Twenty Looks or Paris is Burning at The Judson Church (S)
Trajal Harrell
A meditation on how all of us perform — sometimes reinforcing, sometimes subverting — the shifting categories of gender, sexuality and race.
Arika have been creating events since 2001. The Archive is space to share the documentation of our work, over 600 events from the past 20 years. Browse the archive by event, artists and collections, explore using theme pairs, or use the index for a comprehensive overview.
A meditation on how all of us perform — sometimes reinforcing, sometimes subverting — the shifting categories of gender, sexuality and race.
Social and party with all proceeds going to the Unity Centre, featuring DJ SETS with Dj@Christelle, DJ D-Harsh, Nena Etza & Moor Mother.
Dundee. Progressive rhythmical guitar squall vs. post-highland discorporate dusk-jockey.
Brother and sister stumble over the early morning horizon in a spectral haze of emotionally devastating lunar vocals and oblique, lithium-soaked folk.
INSTAL’s third outing saw performances by AMM, Cosmos (Sachiko M & Ami Yoshida), Voreboms, Vibracathedral Orchestra with Matthew Bower and John Godbert, Paragon Ensemble, Merzbow and Ryoji Ikeda.
Conceived of as a dual publication, video cassette and booklet, to be presented as an installation. The content of the videotape is the artist watching television.
A performed self-cancelling discussion, with artists from the festival, invited speakers and local artists talking at once, over each other, or straining to be heard over the din.
A double bill of A (imageless) film of nothing but a sound recording and its transcription and a found film of news interviews about Malcolm X’s assasination, where the filmmaker decided to add nothing to it, except our attention.

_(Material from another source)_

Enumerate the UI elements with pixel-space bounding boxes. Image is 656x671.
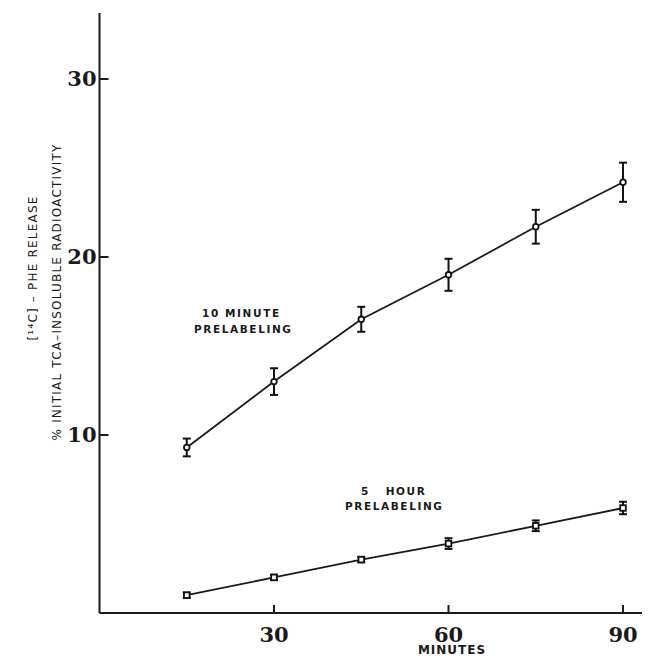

A new interpretation of Kosugi’s Catch-Wave, producing a cloud of fluctuating, hypnotic drones, in front of a backdrop of projected waves.
Looking at and listening to different ideas about sound and music, INSTAL 09’s collection of artists included Tetsuo Kogawa, vocalist Joan La Barbara, Phil Minton (and his Century FC feral choir), Austrian Actionist Hermann Nitsch, Steve McCaffery and many more.
A kind of performed installation of searing noise and silence, where we’re not sure who the performer is, when it starts or ends or even who it’s for.
Can a musician create a sonic photograph; something with a depth of field, where you can hear sounds and their interconnections, much as you see objects and their relationships in a photo? Could a filmmaker use musical concepts to represent landscape?